Book Image

Linux Shell Scripting Cookbook - Third Edition

By : Clif Flynt, Sarath Lakshman, Shantanu Tushar
Book Image

Linux Shell Scripting Cookbook - Third Edition

By: Clif Flynt, Sarath Lakshman, Shantanu Tushar

Overview of this book

The shell is the most powerful tool your computer provides. Despite having it at their fingertips, many users are unaware of how much the shell can accomplish. Using the shell, you can generate databases and web pages from sets of files, automate monotonous admin tasks such as system backups, monitor your system's health and activity, identify network bottlenecks and system resource hogs, and more. This book will show you how to do all this and much more. This book, now in its third edition, describes the exciting new features in the newest Linux distributions to help you accomplish more than you imagine. It shows how to use simple commands to automate complex tasks, automate web interactions, download videos, set up containers and cloud servers, and even get free SSL certificates. Starting with the basics of the shell, you will learn simple commands and how to apply them to real-world issues. From there, you'll learn text processing, web interactions, network and system monitoring, and system tuning. Software engineers will learn how to examine system applications, how to use modern software management tools such as git and fossil for their own work, and how to submit patches to open-source projects. Finally, you'll learn how to set up Linux Containers and Virtual machines and even run your own Cloud server with a free SSL Certificate from letsencrypt.org.
Table of Contents (14 chapters)

Cloning a remote git repository

If you intend to access someone else's project, either to contribute new code or just to use the project, you'll need to clone the code to your system.

You need to be online to clone a repository. Once you've copied the files to your system, you can commit new code, backtrack to older revisions, and so on. You can't send any new code changes upstream to the site you cloned from until you are online again.

How to do it...

The git clone command copies files from the remote site to your local system. The remote site might be an anonymous repository such as GitHub, or a system where you need to log in with an account name and perhaps password.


» **YOUR OBJECTIVE**
Please reproduce the entries exactly as they appear below, but not the pictures.

» **SOURCE DATA**
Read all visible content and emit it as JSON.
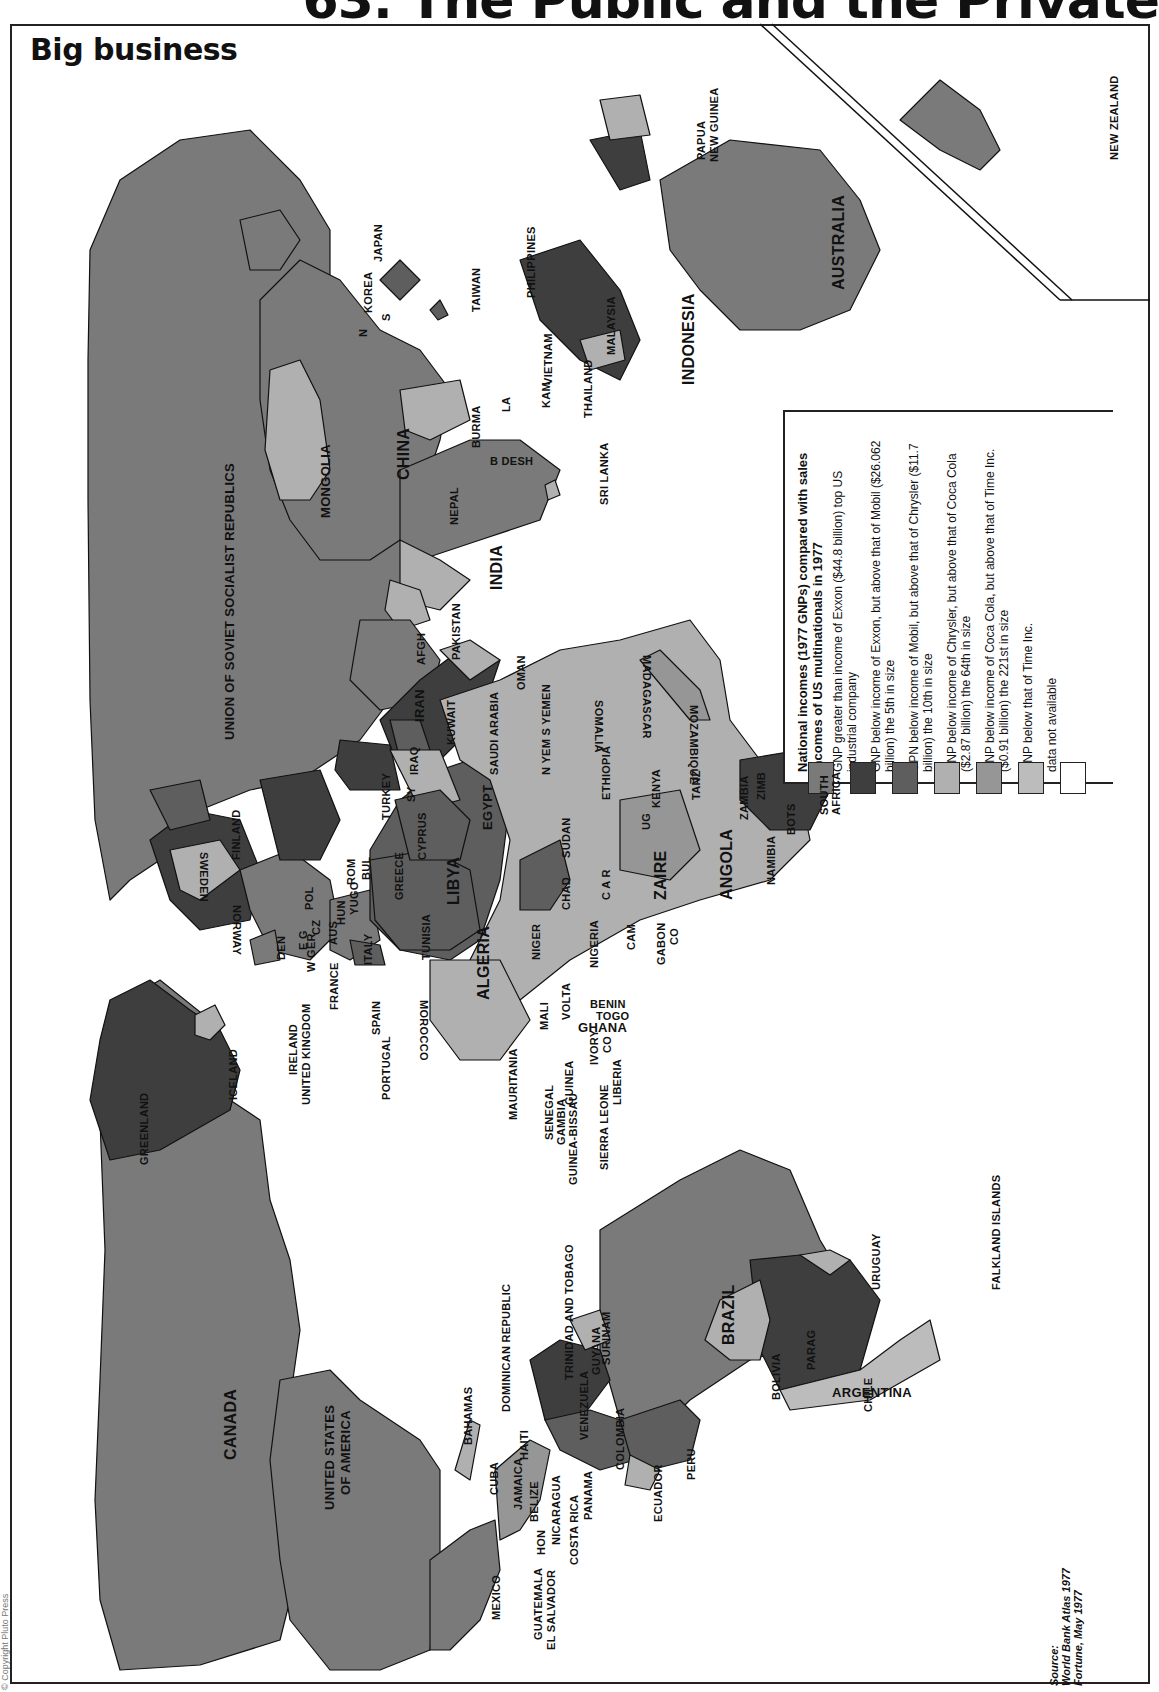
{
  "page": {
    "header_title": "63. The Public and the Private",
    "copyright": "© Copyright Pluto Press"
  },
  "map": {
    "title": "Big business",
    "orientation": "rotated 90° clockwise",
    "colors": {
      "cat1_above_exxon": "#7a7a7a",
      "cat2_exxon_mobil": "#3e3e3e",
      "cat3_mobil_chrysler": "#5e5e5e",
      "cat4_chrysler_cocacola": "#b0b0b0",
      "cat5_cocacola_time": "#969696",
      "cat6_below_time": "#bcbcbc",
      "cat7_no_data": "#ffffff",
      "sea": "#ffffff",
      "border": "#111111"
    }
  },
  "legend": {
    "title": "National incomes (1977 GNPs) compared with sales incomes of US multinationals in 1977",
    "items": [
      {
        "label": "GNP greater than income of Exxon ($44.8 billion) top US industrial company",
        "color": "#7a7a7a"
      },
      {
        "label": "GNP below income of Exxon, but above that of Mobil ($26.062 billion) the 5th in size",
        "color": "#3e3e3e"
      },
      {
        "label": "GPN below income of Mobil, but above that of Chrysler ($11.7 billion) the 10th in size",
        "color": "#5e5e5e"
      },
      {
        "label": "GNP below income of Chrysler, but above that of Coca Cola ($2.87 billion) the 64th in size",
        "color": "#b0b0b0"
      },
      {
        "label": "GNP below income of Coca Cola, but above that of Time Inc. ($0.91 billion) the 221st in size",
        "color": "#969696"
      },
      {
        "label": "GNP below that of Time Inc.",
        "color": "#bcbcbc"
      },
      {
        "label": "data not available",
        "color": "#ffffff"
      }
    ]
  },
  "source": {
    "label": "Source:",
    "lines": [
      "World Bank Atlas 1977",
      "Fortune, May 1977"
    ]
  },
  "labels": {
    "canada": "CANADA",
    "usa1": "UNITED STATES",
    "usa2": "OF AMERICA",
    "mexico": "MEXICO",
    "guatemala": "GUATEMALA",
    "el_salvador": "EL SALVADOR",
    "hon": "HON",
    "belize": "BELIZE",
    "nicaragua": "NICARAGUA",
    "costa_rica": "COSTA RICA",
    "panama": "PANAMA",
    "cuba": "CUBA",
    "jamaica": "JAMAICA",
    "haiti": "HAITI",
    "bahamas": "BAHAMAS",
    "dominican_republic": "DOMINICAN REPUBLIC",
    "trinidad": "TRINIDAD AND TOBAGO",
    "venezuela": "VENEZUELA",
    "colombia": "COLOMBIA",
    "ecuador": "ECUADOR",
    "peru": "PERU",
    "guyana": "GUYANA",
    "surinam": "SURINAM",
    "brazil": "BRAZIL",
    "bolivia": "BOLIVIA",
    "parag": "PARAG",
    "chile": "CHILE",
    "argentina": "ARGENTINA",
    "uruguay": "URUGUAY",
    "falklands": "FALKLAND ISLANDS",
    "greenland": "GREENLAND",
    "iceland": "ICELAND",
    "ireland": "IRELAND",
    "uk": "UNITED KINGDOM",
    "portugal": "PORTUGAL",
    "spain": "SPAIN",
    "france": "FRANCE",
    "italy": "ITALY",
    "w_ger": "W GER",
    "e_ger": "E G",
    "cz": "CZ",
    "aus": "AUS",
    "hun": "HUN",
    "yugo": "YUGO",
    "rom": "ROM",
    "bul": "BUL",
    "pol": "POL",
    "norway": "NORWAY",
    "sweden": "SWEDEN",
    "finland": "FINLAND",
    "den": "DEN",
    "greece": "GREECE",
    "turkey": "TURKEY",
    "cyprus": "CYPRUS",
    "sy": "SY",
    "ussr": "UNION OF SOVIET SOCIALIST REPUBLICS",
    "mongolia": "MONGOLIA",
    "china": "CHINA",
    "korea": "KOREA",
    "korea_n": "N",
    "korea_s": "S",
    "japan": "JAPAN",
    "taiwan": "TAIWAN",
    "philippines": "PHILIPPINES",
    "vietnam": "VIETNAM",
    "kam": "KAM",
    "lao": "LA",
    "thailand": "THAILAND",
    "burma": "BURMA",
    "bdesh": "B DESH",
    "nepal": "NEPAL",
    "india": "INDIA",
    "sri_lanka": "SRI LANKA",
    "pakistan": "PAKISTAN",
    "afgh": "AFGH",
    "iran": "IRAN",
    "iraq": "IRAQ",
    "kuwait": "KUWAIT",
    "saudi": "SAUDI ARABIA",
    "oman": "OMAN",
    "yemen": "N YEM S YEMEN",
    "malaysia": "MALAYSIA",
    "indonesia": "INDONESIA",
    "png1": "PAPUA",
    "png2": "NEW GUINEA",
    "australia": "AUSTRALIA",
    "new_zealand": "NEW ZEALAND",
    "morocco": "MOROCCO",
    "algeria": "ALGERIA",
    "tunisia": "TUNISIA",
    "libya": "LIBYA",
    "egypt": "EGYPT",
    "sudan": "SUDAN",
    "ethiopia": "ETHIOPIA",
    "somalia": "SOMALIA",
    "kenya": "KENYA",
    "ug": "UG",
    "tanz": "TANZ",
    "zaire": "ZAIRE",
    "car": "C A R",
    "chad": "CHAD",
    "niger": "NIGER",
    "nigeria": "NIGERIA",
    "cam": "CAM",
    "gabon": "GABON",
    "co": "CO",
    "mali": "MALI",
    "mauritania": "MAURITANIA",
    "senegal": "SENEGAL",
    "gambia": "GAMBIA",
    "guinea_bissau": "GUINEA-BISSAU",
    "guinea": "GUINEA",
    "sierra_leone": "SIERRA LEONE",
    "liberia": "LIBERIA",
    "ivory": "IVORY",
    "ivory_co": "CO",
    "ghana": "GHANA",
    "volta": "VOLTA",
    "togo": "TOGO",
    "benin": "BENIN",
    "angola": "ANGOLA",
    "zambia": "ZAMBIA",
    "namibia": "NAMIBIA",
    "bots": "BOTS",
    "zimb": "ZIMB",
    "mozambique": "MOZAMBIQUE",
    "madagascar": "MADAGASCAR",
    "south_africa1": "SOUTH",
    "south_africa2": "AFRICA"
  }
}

» **ANSWER SECTION**
Read all visible content and emit it as JSON.
{
  "page": {
    "header_title": "63. The Public and the Private",
    "copyright": "© Copyright Pluto Press"
  },
  "map": {
    "title": "Big business",
    "orientation": "rotated 90° clockwise",
    "colors": {
      "cat1_above_exxon": "#7a7a7a",
      "cat2_exxon_mobil": "#3e3e3e",
      "cat3_mobil_chrysler": "#5e5e5e",
      "cat4_chrysler_cocacola": "#b0b0b0",
      "cat5_cocacola_time": "#969696",
      "cat6_below_time": "#bcbcbc",
      "cat7_no_data": "#ffffff",
      "sea": "#ffffff",
      "border": "#111111"
    }
  },
  "legend": {
    "title": "National incomes (1977 GNPs) compared with sales incomes of US multinationals in 1977",
    "items": [
      {
        "label": "GNP greater than income of Exxon ($44.8 billion) top US industrial company",
        "color": "#7a7a7a"
      },
      {
        "label": "GNP below income of Exxon, but above that of Mobil ($26.062 billion) the 5th in size",
        "color": "#3e3e3e"
      },
      {
        "label": "GPN below income of Mobil, but above that of Chrysler ($11.7 billion) the 10th in size",
        "color": "#5e5e5e"
      },
      {
        "label": "GNP below income of Chrysler, but above that of Coca Cola ($2.87 billion) the 64th in size",
        "color": "#b0b0b0"
      },
      {
        "label": "GNP below income of Coca Cola, but above that of Time Inc. ($0.91 billion) the 221st in size",
        "color": "#969696"
      },
      {
        "label": "GNP below that of Time Inc.",
        "color": "#bcbcbc"
      },
      {
        "label": "data not available",
        "color": "#ffffff"
      }
    ]
  },
  "source": {
    "label": "Source:",
    "lines": [
      "World Bank Atlas 1977",
      "Fortune, May 1977"
    ]
  },
  "labels": {
    "canada": "CANADA",
    "usa1": "UNITED STATES",
    "usa2": "OF AMERICA",
    "mexico": "MEXICO",
    "guatemala": "GUATEMALA",
    "el_salvador": "EL SALVADOR",
    "hon": "HON",
    "belize": "BELIZE",
    "nicaragua": "NICARAGUA",
    "costa_rica": "COSTA RICA",
    "panama": "PANAMA",
    "cuba": "CUBA",
    "jamaica": "JAMAICA",
    "haiti": "HAITI",
    "bahamas": "BAHAMAS",
    "dominican_republic": "DOMINICAN REPUBLIC",
    "trinidad": "TRINIDAD AND TOBAGO",
    "venezuela": "VENEZUELA",
    "colombia": "COLOMBIA",
    "ecuador": "ECUADOR",
    "peru": "PERU",
    "guyana": "GUYANA",
    "surinam": "SURINAM",
    "brazil": "BRAZIL",
    "bolivia": "BOLIVIA",
    "parag": "PARAG",
    "chile": "CHILE",
    "argentina": "ARGENTINA",
    "uruguay": "URUGUAY",
    "falklands": "FALKLAND ISLANDS",
    "greenland": "GREENLAND",
    "iceland": "ICELAND",
    "ireland": "IRELAND",
    "uk": "UNITED KINGDOM",
    "portugal": "PORTUGAL",
    "spain": "SPAIN",
    "france": "FRANCE",
    "italy": "ITALY",
    "w_ger": "W GER",
    "e_ger": "E G",
    "cz": "CZ",
    "aus": "AUS",
    "hun": "HUN",
    "yugo": "YUGO",
    "rom": "ROM",
    "bul": "BUL",
    "pol": "POL",
    "norway": "NORWAY",
    "sweden": "SWEDEN",
    "finland": "FINLAND",
    "den": "DEN",
    "greece": "GREECE",
    "turkey": "TURKEY",
    "cyprus": "CYPRUS",
    "sy": "SY",
    "ussr": "UNION OF SOVIET SOCIALIST REPUBLICS",
    "mongolia": "MONGOLIA",
    "china": "CHINA",
    "korea": "KOREA",
    "korea_n": "N",
    "korea_s": "S",
    "japan": "JAPAN",
    "taiwan": "TAIWAN",
    "philippines": "PHILIPPINES",
    "vietnam": "VIETNAM",
    "kam": "KAM",
    "lao": "LA",
    "thailand": "THAILAND",
    "burma": "BURMA",
    "bdesh": "B DESH",
    "nepal": "NEPAL",
    "india": "INDIA",
    "sri_lanka": "SRI LANKA",
    "pakistan": "PAKISTAN",
    "afgh": "AFGH",
    "iran": "IRAN",
    "iraq": "IRAQ",
    "kuwait": "KUWAIT",
    "saudi": "SAUDI ARABIA",
    "oman": "OMAN",
    "yemen": "N YEM S YEMEN",
    "malaysia": "MALAYSIA",
    "indonesia": "INDONESIA",
    "png1": "PAPUA",
    "png2": "NEW GUINEA",
    "australia": "AUSTRALIA",
    "new_zealand": "NEW ZEALAND",
    "morocco": "MOROCCO",
    "algeria": "ALGERIA",
    "tunisia": "TUNISIA",
    "libya": "LIBYA",
    "egypt": "EGYPT",
    "sudan": "SUDAN",
    "ethiopia": "ETHIOPIA",
    "somalia": "SOMALIA",
    "kenya": "KENYA",
    "ug": "UG",
    "tanz": "TANZ",
    "zaire": "ZAIRE",
    "car": "C A R",
    "chad": "CHAD",
    "niger": "NIGER",
    "nigeria": "NIGERIA",
    "cam": "CAM",
    "gabon": "GABON",
    "co": "CO",
    "mali": "MALI",
    "mauritania": "MAURITANIA",
    "senegal": "SENEGAL",
    "gambia": "GAMBIA",
    "guinea_bissau": "GUINEA-BISSAU",
    "guinea": "GUINEA",
    "sierra_leone": "SIERRA LEONE",
    "liberia": "LIBERIA",
    "ivory": "IVORY",
    "ivory_co": "CO",
    "ghana": "GHANA",
    "volta": "VOLTA",
    "togo": "TOGO",
    "benin": "BENIN",
    "angola": "ANGOLA",
    "zambia": "ZAMBIA",
    "namibia": "NAMIBIA",
    "bots": "BOTS",
    "zimb": "ZIMB",
    "mozambique": "MOZAMBIQUE",
    "madagascar": "MADAGASCAR",
    "south_africa1": "SOUTH",
    "south_africa2": "AFRICA"
  }
}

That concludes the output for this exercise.